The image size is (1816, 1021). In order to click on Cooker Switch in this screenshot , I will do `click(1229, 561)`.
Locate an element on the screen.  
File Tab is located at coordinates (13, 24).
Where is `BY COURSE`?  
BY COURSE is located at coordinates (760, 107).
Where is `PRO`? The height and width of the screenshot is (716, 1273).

________________________

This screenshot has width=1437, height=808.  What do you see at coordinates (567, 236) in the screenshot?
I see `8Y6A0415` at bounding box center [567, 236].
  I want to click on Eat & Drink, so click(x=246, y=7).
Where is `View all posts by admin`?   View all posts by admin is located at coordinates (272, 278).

________________________

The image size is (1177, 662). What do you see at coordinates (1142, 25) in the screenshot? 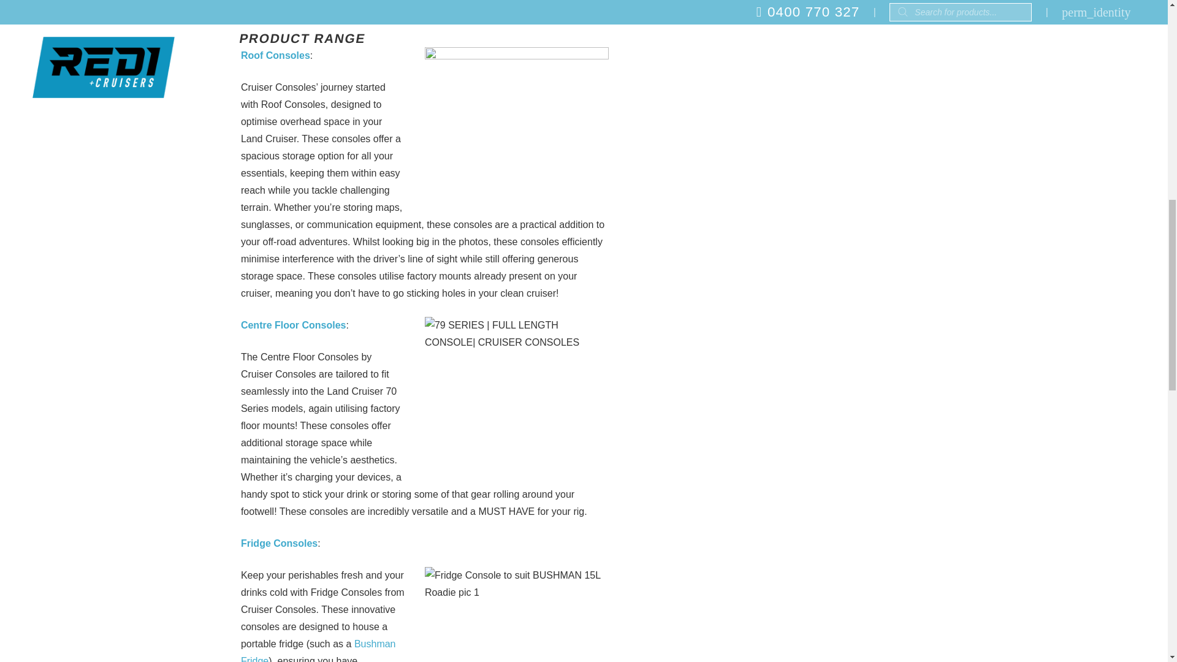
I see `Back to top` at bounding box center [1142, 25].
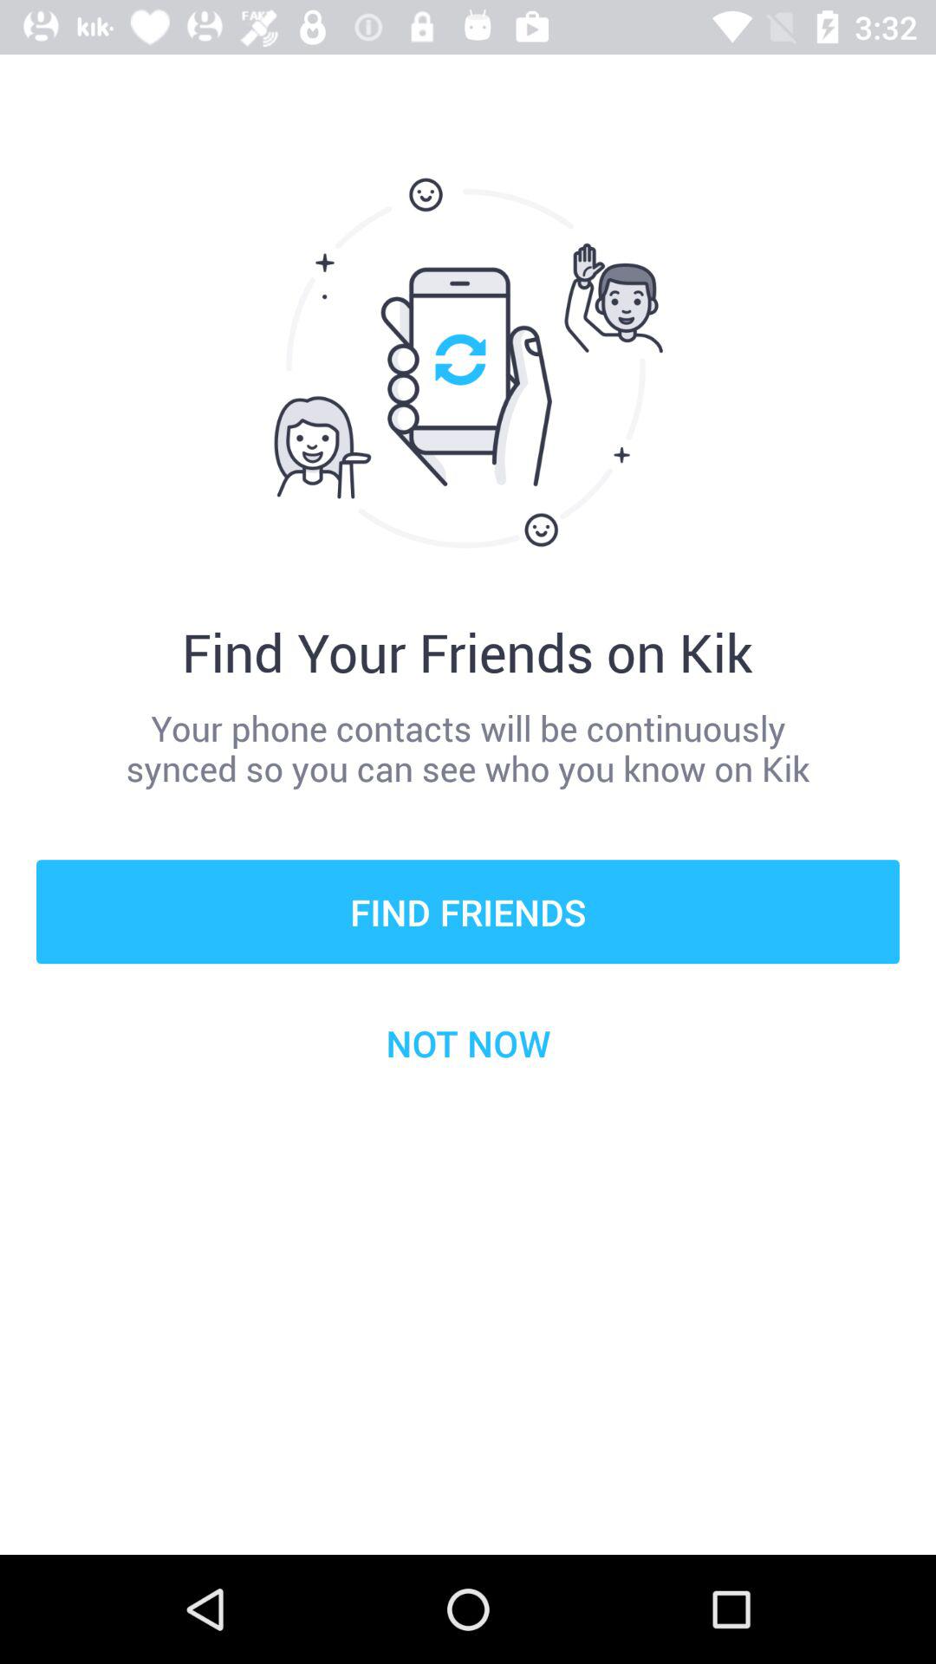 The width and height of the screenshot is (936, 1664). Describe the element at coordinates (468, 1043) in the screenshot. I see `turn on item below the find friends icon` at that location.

________________________

**Work request:** All lines above from the one with "Locate an element on the screen." to the one with "is (716, 1273).", inclusive, should be copied exactly, and no other lines.

**Finished exercise:**
Locate an element on the screen.  
File Tab is located at coordinates (13, 24).
Where is `BY COURSE`?  
BY COURSE is located at coordinates (760, 107).
Where is `PRO`? The height and width of the screenshot is (716, 1273).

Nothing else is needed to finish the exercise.